For drug use, there is a welcome gender gap.  Among males, current drug users moved from 10.9 percent in 1997 to 19.2 percent in 2002 and then dropped to 7.1 percent in 2013.  For females, drug use has been consistently low, at 1 percent in 1997, almost tripling to 2.8 percent in 2002 and then dropping to 0.8 percent in 2013.

Let’s move on to alcohol use.  The percentage of current drinkers among males declined from 60.5 percent in 1994 to 61.1 percent in 2002 and 53.2 percent in 2013.  Among females, the figures were 16 percent in 1994, 23.6 percent in 1997 and a slight decline to 21 percent in 2013.   The gender gap between males and females is narrower for drinking than for smoking.

We need to pay more attention to alcohol use among young Filipino women because drinking can increase risks around sexual behavior due to impaired judgement.  Back in 1995, I worked with psychology professor Theresa Batangan on a project looking at young Filipinos’ sexuality in Manila and Iloilo, and we had many interviews where both males and females talked about how alcohol made it “easier” to ask for, or give, sex.

In the 2013 YAFS, researchers also asked current drinkers, for the first time, if they had ever taken alcohol to the point of passing out, and those who said yes were 18.4 percent of males and 5 percent of females. I will discuss binge drinking in a future column, but you can imagine what can happen when a young girl passes out while drinking.

Liberated?

We come now to premarital sex, where the gender gap is narrowing very dramatically.  In 1994, 26.1 percent of males reported having had premarital sex.  This increased to 31.2 percent in 2002 and 35.5 percent in 2013.  Among females, the figures were 10.2 percent in 1994, increasing to 16 percent in 2002 and to 28.7 percent in 2013.

Some of my non-social-scientist friends commented that the gap probably never existed, asking how could such a situation come to pass where 26 percent of males and only 10 percent of females were shown to have had premarital sex (as in 1994).
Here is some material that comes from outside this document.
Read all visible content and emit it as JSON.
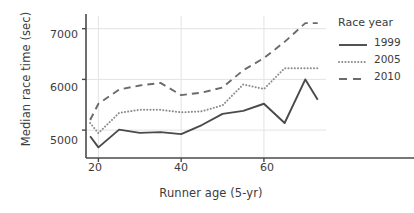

There are a number of possible explanations.

First, it is well-known among social science researchers worldwide that males tend to overreport sexual behavior as part of their macho bragging, and females tend to underreport because of social norms around female chastity.  No doubt, females may be more willing now to report premarital sex, and that itself is an indicator of social change.
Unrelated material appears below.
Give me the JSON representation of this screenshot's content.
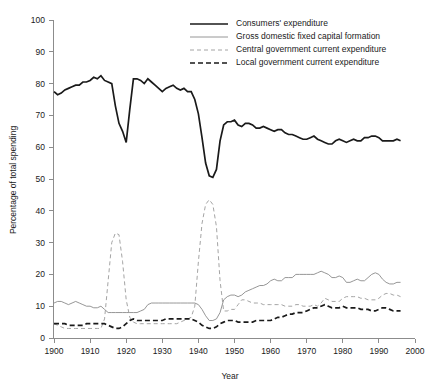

Second, the “discrepancies” in the figures relate to the patterns of sexual partners.  Note that the survey covered only young people, specifically aged 15 to 24.  People do not confine sex to those within their own age groups.  Young men, for example, have been known to go for older (and more willing?) women.
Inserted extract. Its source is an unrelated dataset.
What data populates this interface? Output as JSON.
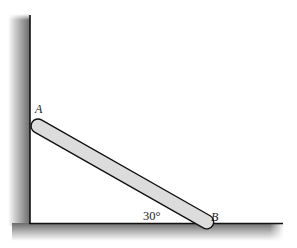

Now even if the partnering is within that age group of 15 to 24, you could have a smaller group of young females who may be more willing to have sex.  This could include, but would not be limited, to sex workers.  Ironically, our moralistic norms could contribute to this.  Again in the 1995 research I was involved in,  young girls would talk about how the stigma of having had premarital sex could lead to low self-esteem because of social ostracism—frequently using the metaphor of the broken jar (basag na ang banga)—and leading to more premarital sex, or even entering sex work.  I never forgot one case where the parents actually pushed a young girl into prostitution, saying she was “broken” anyway.

I should mention a last source of partners among young men.  In the 1995 research we found people talking about different binyag or baptisms.  After the first baptism as a toddler, the subsequent ones are sexual, and young men would talk about a second baptism with an older woman, for example, and then a third with another male, and then a girlfriend, and then finally, the woman they would marry.

How then should we look at the 2013 YAFS statistics with 28.7 percent of females and 35.5 percent of males having had premarital sex? At first blush, it could indicate greater gender equality.  But there is another statistic from YAFS that would challenge that assumption: The 2002 YAFS found that 6.3 percent of young adult females had begun bearing children.  This doubled to 13.6 percent in 2013, which means young women are having premarital sex but do not seem to be aware of contraception—or, if they are aware, are unable to insist on protecting themselves.

Far from becoming more “liberated,” our young girls are ending up being exposed to more sexual risks. UPPI will release more figures in a few months about other sexual behaviors like casual sex and FUBU (“friends with benefits,” and I’m using the polite translation of the acronym) which will offer more material for discussion around the gender gap.